The line numbers were used in control flow. There were no named subroutines. You had to use GOSUB 60, for instance, to call the subroutine starting at line 60.
On your update, not all languages had labels, but all languages had line numbers at one time. At one time, everything was punch cards. BASIC was one of the very first interactive languages, where you could actually type something and have a response immediately. Line numbers were still the current technology.
Labels are an extra expense. You have to keep track of the correlation between the symbolic label and the code or data to which it refers. But if every line has a line number (and if all transfer of control flow statements always refer to the beginning of a line), then you don't need a separate symbol table.

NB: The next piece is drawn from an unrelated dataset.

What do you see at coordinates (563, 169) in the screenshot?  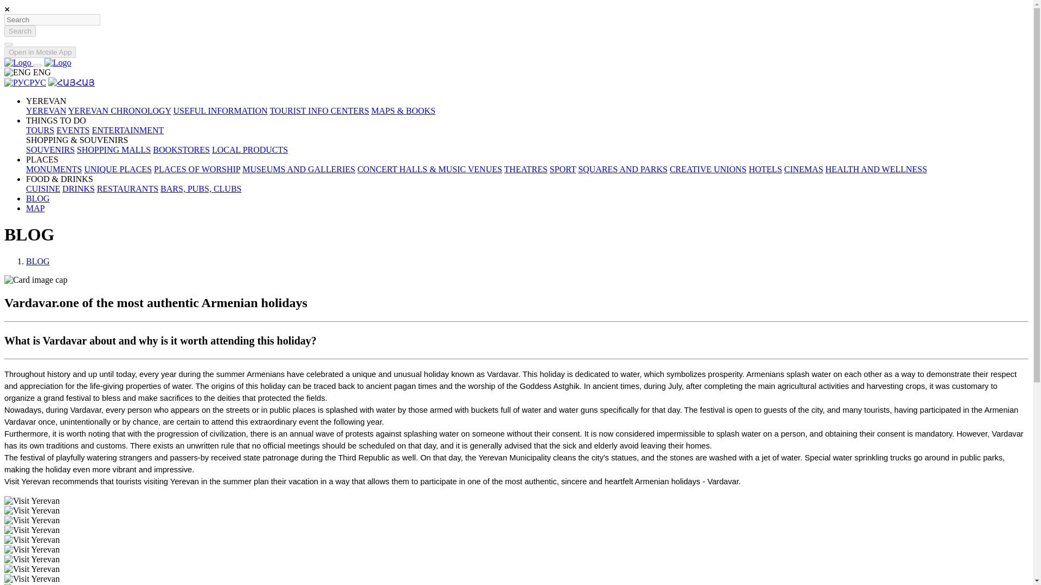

Also keep in mind that original BASIC interpreters didn't need a symbol table for variables: There were 26 variables named A-Z. Some were sophisticated and had An-Zn. Some got very fancy and added a distinction between string, integer and floating point by adding "$" or "%" after the variable. But no symbol table was required.
IIRC, line numbers were mostly used as labels for GOTO and GOSUB statements, since in some (most?) flavors of BASIC there was no way to label a section of code.
They were also used by the editor - ie you said:
edit 100
to edit line 100.
As others have pointed out, these line numbers were used as part of subroutines.
Of course, there's a reason that this isn't done anymore. Imagine if you say GOTO 20 on line 10, and then later realize you need to write 10 more lines of code after line 10. All of a sudden, you're smashing up against 20 so you either need to shift your subroutine farther away (higher numbers) and change your GOTO value, or you need to write another subroutine that jumps farther in the code.
In other words, it became a nightmare of true spaghetti code and is not fun to maintain.
It was entered in on the command-line in many instances (or was, on my old Commodore 64) so there might not always have been a text editor, or if there was, it was quite basic.
In addition, you would need to do GOTOs and the like, as well as inserting lines in between others.
ie:
10 PRINT "HELLO"
20 GOTO 10
15 PRINT " WORLD"
where it would go in the logical 10 15 20
Some editors only had an "overwrite" mode and no "insert" mode. This made editing of existing code extremely painful. By adding that line-number feature, you could however patch existing code from anywhere within the file:
100 PRINT "Broken Code"
200 PRINT "Foobar"
...
101 patch the broken code
102 patch more broken code
Because line numbers didn't have to be ordered within the file.
Line numbers were a PART of the language, in some VERY early ones, even the OS was just these simple lines. ALL you had was one line at a time to manipulate. Try writing an accounting system using 1-4k program files and segmenting it by size to get stuff done. To edit you used the line numbers to tell what you were editing. So, if you entered like:
10 PRINT "howdy"
20 GOTO 10
10 PRINT "WOOPS"
15 PRINT "MORE WOOPS"
20
RUN
YOU WOULD GET:
WOOPS
MORE WHOOPS
The blank 20 would effectivly delete that line.